Reputation: 1018
The problem is following By executing the below queries in SQL Plus, everything is working perfect:
column firstname new_value v_firstname
select firstname from tbcustomer where customer_id = 111
select '&v_firstname', wrk.* from tbwork where customer_id = 111
But when when i tried to execute these queries from Java program, i get java.sql.SQLException: ORA-00900: invalid SQL statement on the first SQL query
Connection connection = null;
Statement stat = null;
String query = "column due_date new_value v_due_date";
try {
// Load the JDBC driver
String driverName = "oracle.jdbc.driver.OracleDriver";
Class.forName(driverName);
connection = DriverManager.getConnection(url, username, password);
stat = connection.createStatement();
boolean res_num = stat.execute(query);
} catch (ClassNotFoundException e) {
// Could not find the database driver
} catch (SQLException e) {
e.printStackTrace();
}
Now the question is how to overcome this error and execute first query or do you have any other solution to define variable on the oracle session and use it in other SQL statements.
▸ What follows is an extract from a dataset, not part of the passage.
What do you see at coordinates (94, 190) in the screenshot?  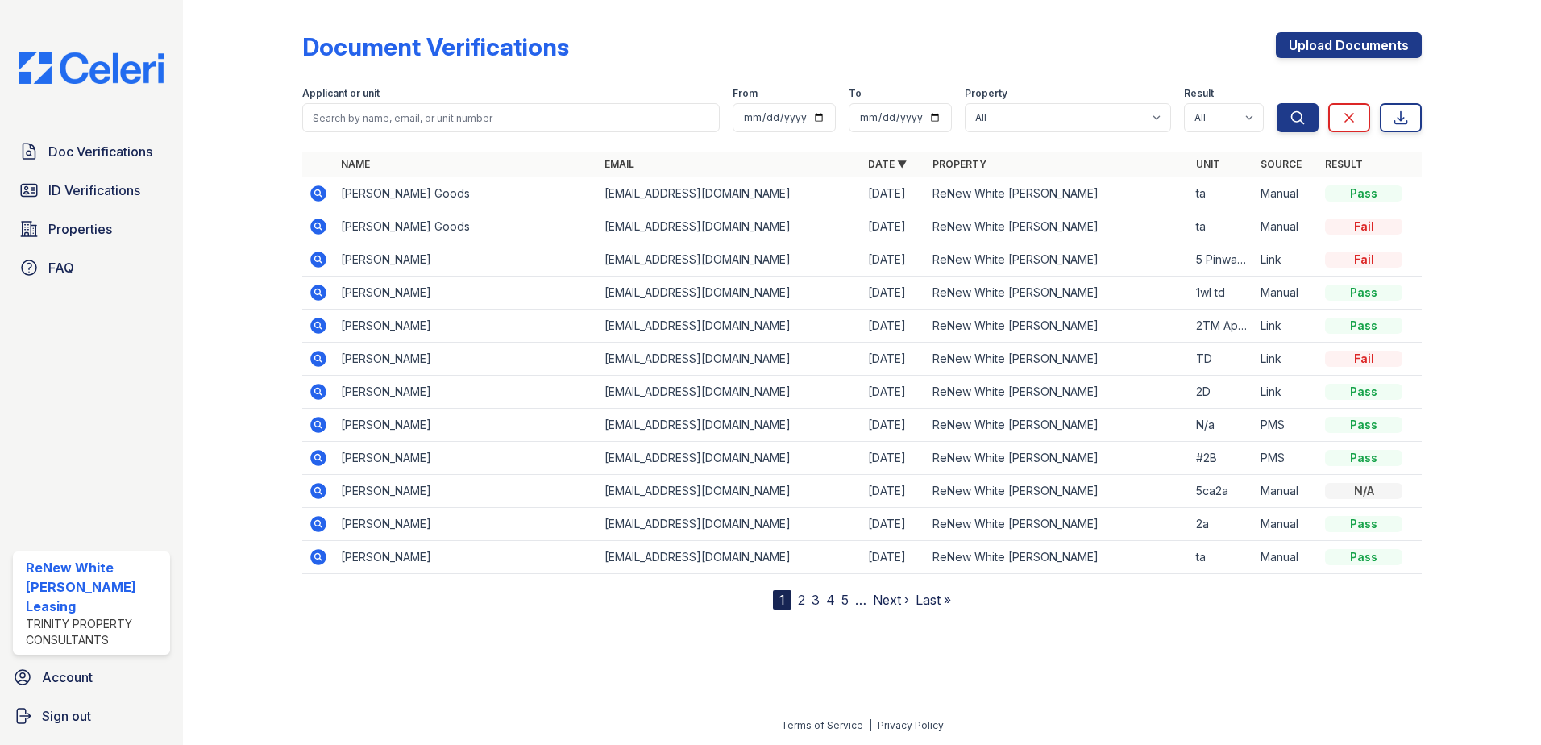 I see `span: ID Verifications` at bounding box center [94, 190].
For instance third query is one of the many queries that i need to execute and all of them will have same first name field
Upvotes: 0
Views: 898
Reputation: 231651
column
is a SQL*Plus command. It is not valid in SQL or PL/SQL so you cannot use it in a Java application.
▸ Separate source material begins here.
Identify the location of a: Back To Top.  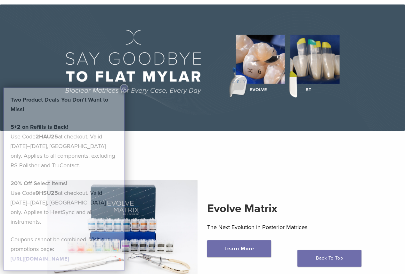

Substitution variables like &v_firstname
are also a SQL*Plus construct-- they are not valid in SQL or PL/SQL so you cannot use them in a Java application.
If your goal is to get the firstname
from tbcustomer
and all the columns from tbwork
in a single query, you would need to join the two tables. Assuming that both tables have a customer_id
column and that is how the two tables are supposed to be joined
SELECT cust.firstname,
work.*
FROM tbcustomer cust
JOIN tbwork work ON (cust.customer_id = work.customer_id)
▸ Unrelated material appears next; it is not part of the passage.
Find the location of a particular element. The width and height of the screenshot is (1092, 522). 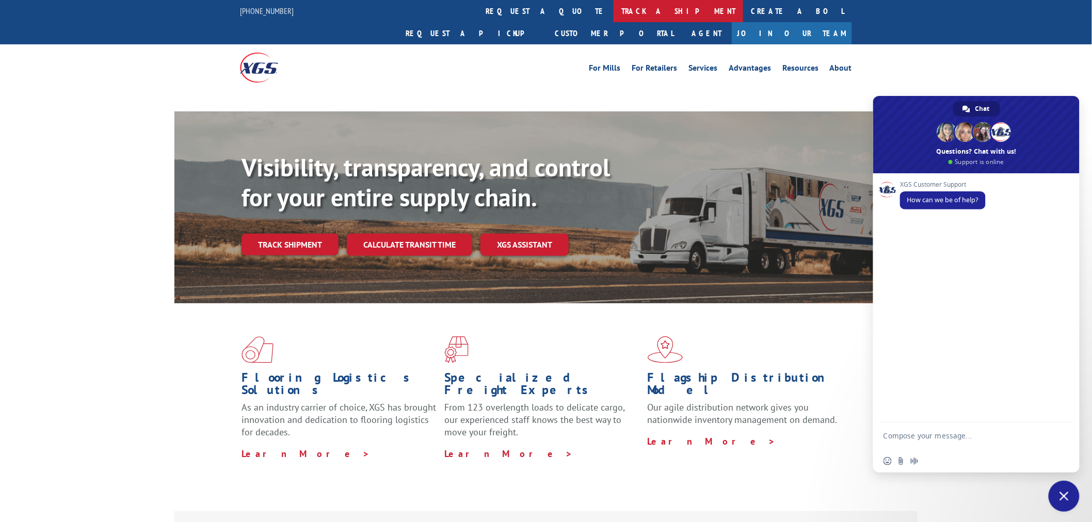

a: Customer Portal is located at coordinates (614, 33).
WHERE cust.customer_id = 111
Assuming that you will be executing this query for multiple customer_id
values, however, 111 should be a bind variable instead of a literal and your Java code should be using a PreparedStatement
to prepare the SQL statement, then binding a value like 111 using the setInt
method before executing the query.
If you want to break this into two database calls, you can simply do something like
PreparedStatement stmtGetFirstName = connection.prepareStatement("select firstname from tbcustomer where customer_id = ?");
stmtGetFirstName.setInt( 1, 111 );
ResultSet rsGetFirstName = stmtGetFirstName.executeQuery();
String firstName = rsGetFirstName.getString();
PreparedStatement stmtGetWork = connection.prepareStatement("select ?, work.* from tbwork where customer_id = ?");
stmtGetWork.setString( 1, firstName );
stmtGetWork.setInt( 2, 111 );
ResultSet rsGetWork = stmtGetWork.executeQuery();
If you can guarantee that all 600 million executions will occur in the same database session, you could use a database context. You would need to create the context and the package it uses in the database
SQL> create or replace context fname_ctx using scott.pkg_get_fname;
Context created.
SQL> ed
Wrote file afiedt.buf
1 create or replace package pkg_get_fname
2 is
3 procedure set_fname( p_customer_id in number );
4 function get_fname return varchar2;
5* end;
SQL> /
Package created.
SQL> create or replace package body pkg_get_fname
2 is
3 procedure set_fname( p_customer_id in number )
4 as
5 begin
-- Obviously, you'd get the data here from your table rather than hard-coding 'Bob'
6 dbms_session.set_context( 'fname_ctx', 'fname', 'Bob' );
7 end;
8
9 function get_fname
10 return varchar2
11 is
12 l_fname varchar2(100);
13 begin
14 l_fname := sys_context( 'fname_ctx', 'fname' );
15 return l_fname;
16 end;
17 end;
18 /
Package body created.
From Java, you could then call pkg_get_fname.set_fname(111)
to set the context and use the function pkg_get_fname.get_fname
in your query.
It seems odd, however, to be concerned about performance and to be planning to execute 600 million queries from Java against the database. That's going to involve a ton of round-trips over the network between the middle tier and the database server-- if you're really concerned about performance, you'd push that work to stored procedures in the database to eliminate the network round-trips. And the fact that you're executing them so many times makes me suspect that you're doing a lot of row-by-row processing rather than letting the database do set-based operations. That's also going to be a major source of poor performance. Plus, databases are born to join, so it's pretty unusual for a simple join like this to add appreciably to the cost of a query assuming that proper indexes are in place.